I found out later from Ricky what he’d done. He’d written the word SHIT with a thick black marker on the wall in the boys’ bathroom. And he’d smashed one of the mirrors above the sinks with his foot.
“Why did you do that?” I whispered.
“I was mad.”
At the time, I couldn’t comprehend that kind of violent anger. That urge to strike out, to cause damage, to hurt someone or something.
I BECAME A PLEASER. AT home, at school, anytime I was around other people, I went out of my way to be helpful and polite. It’s possible I was just a nice kid, but I seem to remember making a concerted effort to be good, to not cause any trouble.
Once, at recess, I picked up an empty juice box and a Kit Kat wrapper that was blowing around on the tarmac. When I carried them over to a garbage can by the door, Mrs. Smith, my grade two teacher, gave me a beaming smile. “Why thank you, Zoe!” she said. “We could use more helpers like you!”
The next day, on my way outside for recess, I reached into one of the garbage cans in the hall and pulled out some crumpled wrappers and a damp Kleenex. I quickly stuffed them in my pocket, planning to repeat my little garbage hero performance when it was time to come inside.
As I was straightening up, I heard snickering behind me. “Garbage-picker! Garbage-picker! Zoe is a garbage-picker!”
Ashley Ridowski and Jennifer Palmer were both pointing at me, their faces scrunched up with exaggerated disgust. I stared at them, my mouth hanging open in an ‘O’ of surprise, then turned and fled. Later, at home, I pulled the wrappers and the soggy Kleenex from my pocket and dumped them in our kitchen garbage under the sink, where no one could see.
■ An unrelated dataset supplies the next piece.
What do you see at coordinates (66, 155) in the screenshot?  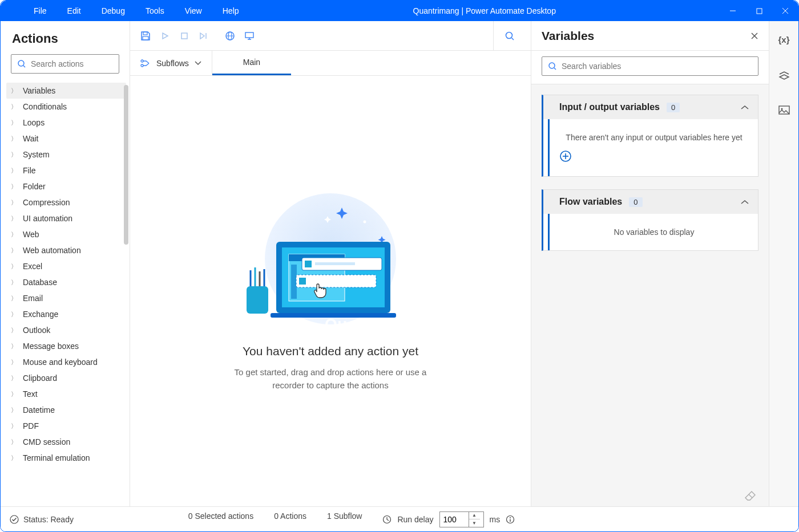 I see `action-category-system: 〉System` at bounding box center [66, 155].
RICKY’S SHENANIGANS, AS MOM NAIVELY refers to them now, only got worse when he went to high school and started hanging around with Darius. The two of them were trouble. I never liked Darius, not from the first time I met him. He had greasy hair that hung in his eyes and this hunched way of walking that I’m sure he thought was cool, but that really made him look like he was too lazy to stand up straight. Mostly Darius ignored me when he was at our house, which was fine by me because I didn’t like talking to my brother’s friends.
I woke up one morning to the sound of Mom crying as she asked Ricky over and over, “What were you thinking? Oh Ricky, what on earth were you thinking?” I couldn’t hear his reply, so I imagined him shrugging at her the way he so often did when she wanted an explanation. His reaction to pretty much everything at that time was casual indifference. Shrugging us off.